Corporate social responsibility, durable-goods and firm profitability
Gregory E. Goering
Additional contact information
Gregory E. Goering: University of Alaska Economics, Fairbanks, AK, USA, Postal: University of Alaska Economics, Fairbanks, AK, USA
Managerial and Decision Economics, 2010, vol. 31, issue 7, 489-496
Abstract:
Utilizing a two-period durable-goods framework, we show that in uncommitted sales markets a firm may earn higher profits as it increases its level of corporate social responsibility (CSR). We find that this occurs even though CSR has no direct impact other than increasing the durable-goods firm's manufacturing costs. We show that in sales markets, CSR may allow the firm to credibly commit itself to lower production in the future. This, in turn, can enhance their profits even though the CSR activities are costly and provide no direct demand or marketing benefit in our model. This is important because it provides another, hereto unexplored, strategic rationale for the willingness of profit-maximizing firms to undertake costly CSR activities. Copyright © 2010 John Wiley & Sons, Ltd.
Date: 2010
References: View references in EconPapers View complete reference list from CitEc
Citations: View citations in EconPapers (12)
Downloads: (external link)
http://hdl.handle.net/10.1002/mde.1508 Link to full text; subscription required (text/html)
Related works:
This item may be available elsewhere in EconPapers: Search for items with the same title.
Export reference: BibTeX
RIS (EndNote, ProCite, RefMan)
HTML/Text
Persistent link: https://EconPapers.repec.org/RePEc:wly:mgtdec:v:31:y:2010:i:7:p:489-496
DOI: 10.1002/mde.1508
Access Statistics for this article
Managerial and Decision Economics is currently edited by Antony Dnes
More articles in Managerial and Decision Economics from John Wiley & Sons, Ltd.
Bibliographic data for series maintained by Wiley Content Delivery ().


→ WHAT TO DO
Your answer should consist of the lines in the following data that contain "South".

Extracts from a graphics dataset:
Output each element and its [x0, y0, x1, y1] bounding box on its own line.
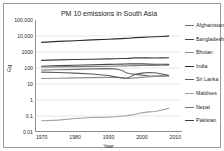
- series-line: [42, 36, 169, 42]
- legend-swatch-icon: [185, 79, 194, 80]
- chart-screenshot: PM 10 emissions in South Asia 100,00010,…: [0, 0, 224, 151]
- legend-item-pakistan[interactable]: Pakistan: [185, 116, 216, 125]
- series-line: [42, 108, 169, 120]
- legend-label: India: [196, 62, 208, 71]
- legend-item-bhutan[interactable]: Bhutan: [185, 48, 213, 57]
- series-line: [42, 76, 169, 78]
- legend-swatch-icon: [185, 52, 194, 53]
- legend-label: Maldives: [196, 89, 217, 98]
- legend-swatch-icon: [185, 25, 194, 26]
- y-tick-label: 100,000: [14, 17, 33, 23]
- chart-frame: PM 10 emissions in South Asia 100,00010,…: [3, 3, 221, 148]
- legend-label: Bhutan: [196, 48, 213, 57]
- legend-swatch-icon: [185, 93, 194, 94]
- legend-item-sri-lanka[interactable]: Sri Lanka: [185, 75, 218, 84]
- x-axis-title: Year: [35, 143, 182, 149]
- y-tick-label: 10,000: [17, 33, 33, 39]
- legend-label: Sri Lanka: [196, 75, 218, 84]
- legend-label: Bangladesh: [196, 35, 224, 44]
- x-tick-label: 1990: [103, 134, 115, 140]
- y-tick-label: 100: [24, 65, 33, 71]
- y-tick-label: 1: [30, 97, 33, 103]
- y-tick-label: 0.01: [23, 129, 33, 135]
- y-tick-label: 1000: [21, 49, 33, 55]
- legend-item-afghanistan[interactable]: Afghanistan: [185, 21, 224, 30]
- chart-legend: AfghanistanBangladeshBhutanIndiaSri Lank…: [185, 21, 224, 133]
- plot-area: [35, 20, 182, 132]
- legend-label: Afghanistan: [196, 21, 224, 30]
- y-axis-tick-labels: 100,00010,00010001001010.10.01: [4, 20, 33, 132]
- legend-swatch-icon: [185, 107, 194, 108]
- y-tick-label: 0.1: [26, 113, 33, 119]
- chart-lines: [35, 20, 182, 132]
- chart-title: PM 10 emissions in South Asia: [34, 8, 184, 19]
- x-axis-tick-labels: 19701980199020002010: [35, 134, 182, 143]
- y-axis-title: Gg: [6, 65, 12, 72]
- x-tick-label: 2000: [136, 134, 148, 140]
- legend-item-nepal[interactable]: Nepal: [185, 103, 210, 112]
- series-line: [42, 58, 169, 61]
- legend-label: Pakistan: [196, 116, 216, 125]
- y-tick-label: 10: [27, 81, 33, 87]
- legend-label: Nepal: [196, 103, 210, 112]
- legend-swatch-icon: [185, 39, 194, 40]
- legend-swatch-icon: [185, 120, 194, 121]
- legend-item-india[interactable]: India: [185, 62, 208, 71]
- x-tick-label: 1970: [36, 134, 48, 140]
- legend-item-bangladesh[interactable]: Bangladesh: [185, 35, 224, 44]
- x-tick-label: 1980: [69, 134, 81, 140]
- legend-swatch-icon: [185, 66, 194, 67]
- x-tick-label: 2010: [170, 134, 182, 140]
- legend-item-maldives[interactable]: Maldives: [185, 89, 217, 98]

--

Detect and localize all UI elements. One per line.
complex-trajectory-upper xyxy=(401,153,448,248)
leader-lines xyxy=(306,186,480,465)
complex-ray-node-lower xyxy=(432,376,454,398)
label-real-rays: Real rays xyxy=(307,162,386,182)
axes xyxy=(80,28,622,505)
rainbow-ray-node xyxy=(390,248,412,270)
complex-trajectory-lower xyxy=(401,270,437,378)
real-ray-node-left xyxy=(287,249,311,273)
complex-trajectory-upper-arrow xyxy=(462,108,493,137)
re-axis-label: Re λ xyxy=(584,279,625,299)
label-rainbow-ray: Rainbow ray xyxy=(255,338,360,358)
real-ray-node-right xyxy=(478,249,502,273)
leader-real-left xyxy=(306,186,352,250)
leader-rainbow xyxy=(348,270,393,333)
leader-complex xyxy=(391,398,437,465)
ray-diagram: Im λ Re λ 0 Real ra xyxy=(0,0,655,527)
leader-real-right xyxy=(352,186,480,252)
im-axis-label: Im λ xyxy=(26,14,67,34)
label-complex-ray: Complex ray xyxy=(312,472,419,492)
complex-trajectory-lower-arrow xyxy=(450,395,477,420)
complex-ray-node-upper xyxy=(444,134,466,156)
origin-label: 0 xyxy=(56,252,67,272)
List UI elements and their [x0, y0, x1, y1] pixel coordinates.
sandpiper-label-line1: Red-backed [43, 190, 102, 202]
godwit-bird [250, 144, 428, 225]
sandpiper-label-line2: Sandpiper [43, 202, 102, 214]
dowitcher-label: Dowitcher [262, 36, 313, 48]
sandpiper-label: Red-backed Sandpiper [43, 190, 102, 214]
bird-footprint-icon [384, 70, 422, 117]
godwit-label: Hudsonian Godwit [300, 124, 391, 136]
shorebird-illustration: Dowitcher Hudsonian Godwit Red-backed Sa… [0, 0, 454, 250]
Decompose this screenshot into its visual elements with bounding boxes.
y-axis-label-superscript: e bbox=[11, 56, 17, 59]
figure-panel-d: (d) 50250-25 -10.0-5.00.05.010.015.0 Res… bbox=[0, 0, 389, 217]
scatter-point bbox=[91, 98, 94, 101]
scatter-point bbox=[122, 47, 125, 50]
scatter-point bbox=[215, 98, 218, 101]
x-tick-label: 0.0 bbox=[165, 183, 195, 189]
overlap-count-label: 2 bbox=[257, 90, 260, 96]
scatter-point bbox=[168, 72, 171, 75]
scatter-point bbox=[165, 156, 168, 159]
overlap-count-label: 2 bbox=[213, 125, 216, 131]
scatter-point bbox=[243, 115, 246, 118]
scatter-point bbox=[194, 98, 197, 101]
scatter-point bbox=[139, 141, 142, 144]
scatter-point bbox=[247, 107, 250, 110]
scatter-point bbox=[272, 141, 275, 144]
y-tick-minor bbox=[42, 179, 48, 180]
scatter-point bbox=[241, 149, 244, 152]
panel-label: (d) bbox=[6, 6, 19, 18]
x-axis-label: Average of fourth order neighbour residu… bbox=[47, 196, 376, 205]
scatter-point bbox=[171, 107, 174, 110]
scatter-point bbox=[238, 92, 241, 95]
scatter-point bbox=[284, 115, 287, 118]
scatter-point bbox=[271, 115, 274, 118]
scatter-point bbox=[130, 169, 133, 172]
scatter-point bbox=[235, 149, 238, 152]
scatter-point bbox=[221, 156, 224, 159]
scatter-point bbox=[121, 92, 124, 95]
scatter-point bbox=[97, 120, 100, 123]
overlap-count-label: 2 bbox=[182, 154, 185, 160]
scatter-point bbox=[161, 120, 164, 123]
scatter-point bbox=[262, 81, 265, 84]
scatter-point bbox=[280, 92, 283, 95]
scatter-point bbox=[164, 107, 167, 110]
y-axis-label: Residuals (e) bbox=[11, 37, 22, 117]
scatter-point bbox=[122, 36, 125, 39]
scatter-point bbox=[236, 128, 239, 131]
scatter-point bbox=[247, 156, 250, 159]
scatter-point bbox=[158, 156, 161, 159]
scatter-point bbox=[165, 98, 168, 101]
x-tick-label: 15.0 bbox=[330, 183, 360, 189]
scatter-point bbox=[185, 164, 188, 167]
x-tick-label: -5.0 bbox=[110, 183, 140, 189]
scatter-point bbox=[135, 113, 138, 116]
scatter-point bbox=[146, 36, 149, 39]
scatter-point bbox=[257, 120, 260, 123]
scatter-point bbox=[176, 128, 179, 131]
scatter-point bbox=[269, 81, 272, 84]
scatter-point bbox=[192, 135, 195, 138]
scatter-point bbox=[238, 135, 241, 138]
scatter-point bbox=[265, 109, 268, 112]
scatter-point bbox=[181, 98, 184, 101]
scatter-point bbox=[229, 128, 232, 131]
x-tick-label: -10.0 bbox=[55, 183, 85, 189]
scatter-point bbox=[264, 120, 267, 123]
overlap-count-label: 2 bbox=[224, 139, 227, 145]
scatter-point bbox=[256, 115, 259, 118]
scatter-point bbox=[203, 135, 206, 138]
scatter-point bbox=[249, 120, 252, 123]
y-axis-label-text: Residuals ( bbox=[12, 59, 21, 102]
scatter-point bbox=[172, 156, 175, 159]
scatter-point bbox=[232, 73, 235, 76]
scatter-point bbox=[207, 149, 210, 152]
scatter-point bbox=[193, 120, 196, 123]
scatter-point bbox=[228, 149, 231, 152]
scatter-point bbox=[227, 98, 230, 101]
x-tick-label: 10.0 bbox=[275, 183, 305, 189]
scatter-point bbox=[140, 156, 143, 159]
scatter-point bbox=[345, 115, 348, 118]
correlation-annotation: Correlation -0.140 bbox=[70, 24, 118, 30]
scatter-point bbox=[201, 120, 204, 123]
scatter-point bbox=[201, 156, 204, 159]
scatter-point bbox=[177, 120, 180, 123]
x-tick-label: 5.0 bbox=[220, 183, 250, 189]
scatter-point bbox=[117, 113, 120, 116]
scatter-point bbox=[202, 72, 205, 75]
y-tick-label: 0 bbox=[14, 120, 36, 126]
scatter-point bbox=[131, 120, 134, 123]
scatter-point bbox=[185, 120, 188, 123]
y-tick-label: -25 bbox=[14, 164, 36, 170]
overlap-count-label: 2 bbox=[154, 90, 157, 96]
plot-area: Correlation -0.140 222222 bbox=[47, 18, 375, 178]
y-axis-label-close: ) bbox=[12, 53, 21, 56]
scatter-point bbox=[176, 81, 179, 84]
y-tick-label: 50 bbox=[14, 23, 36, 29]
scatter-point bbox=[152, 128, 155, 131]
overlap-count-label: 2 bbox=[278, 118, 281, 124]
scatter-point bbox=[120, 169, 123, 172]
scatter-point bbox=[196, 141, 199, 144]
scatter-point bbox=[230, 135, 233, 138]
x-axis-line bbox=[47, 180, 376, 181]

* * *

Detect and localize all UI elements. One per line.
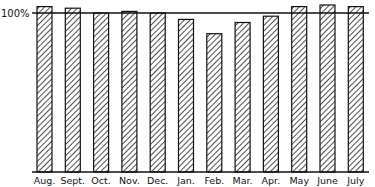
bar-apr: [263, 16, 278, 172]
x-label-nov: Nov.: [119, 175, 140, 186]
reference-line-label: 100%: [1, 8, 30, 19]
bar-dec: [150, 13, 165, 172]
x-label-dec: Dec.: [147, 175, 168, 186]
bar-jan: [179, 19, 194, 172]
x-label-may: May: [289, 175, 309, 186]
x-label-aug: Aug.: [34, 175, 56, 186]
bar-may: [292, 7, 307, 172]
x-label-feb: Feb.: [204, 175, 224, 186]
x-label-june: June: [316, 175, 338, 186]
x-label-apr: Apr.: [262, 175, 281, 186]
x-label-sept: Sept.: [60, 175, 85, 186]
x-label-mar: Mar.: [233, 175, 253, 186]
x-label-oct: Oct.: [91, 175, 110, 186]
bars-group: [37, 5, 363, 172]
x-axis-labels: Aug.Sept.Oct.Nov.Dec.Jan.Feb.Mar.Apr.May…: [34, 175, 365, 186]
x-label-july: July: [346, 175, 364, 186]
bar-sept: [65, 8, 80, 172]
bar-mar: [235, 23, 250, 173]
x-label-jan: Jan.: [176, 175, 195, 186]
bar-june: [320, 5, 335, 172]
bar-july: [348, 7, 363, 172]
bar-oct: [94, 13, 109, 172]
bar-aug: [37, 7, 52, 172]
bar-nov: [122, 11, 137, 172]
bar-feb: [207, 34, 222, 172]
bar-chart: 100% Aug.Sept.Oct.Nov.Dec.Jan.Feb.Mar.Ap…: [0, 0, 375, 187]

→ SOLUTION TO THIS PROBLEM
- chart-screenshot: PM 10 emissions in South Asia 100,00010,…: [0, 0, 224, 151]
- chart-frame: PM 10 emissions in South Asia 100,00010,…: [3, 3, 221, 148]
- chart-title: PM 10 emissions in South Asia: [34, 8, 184, 19]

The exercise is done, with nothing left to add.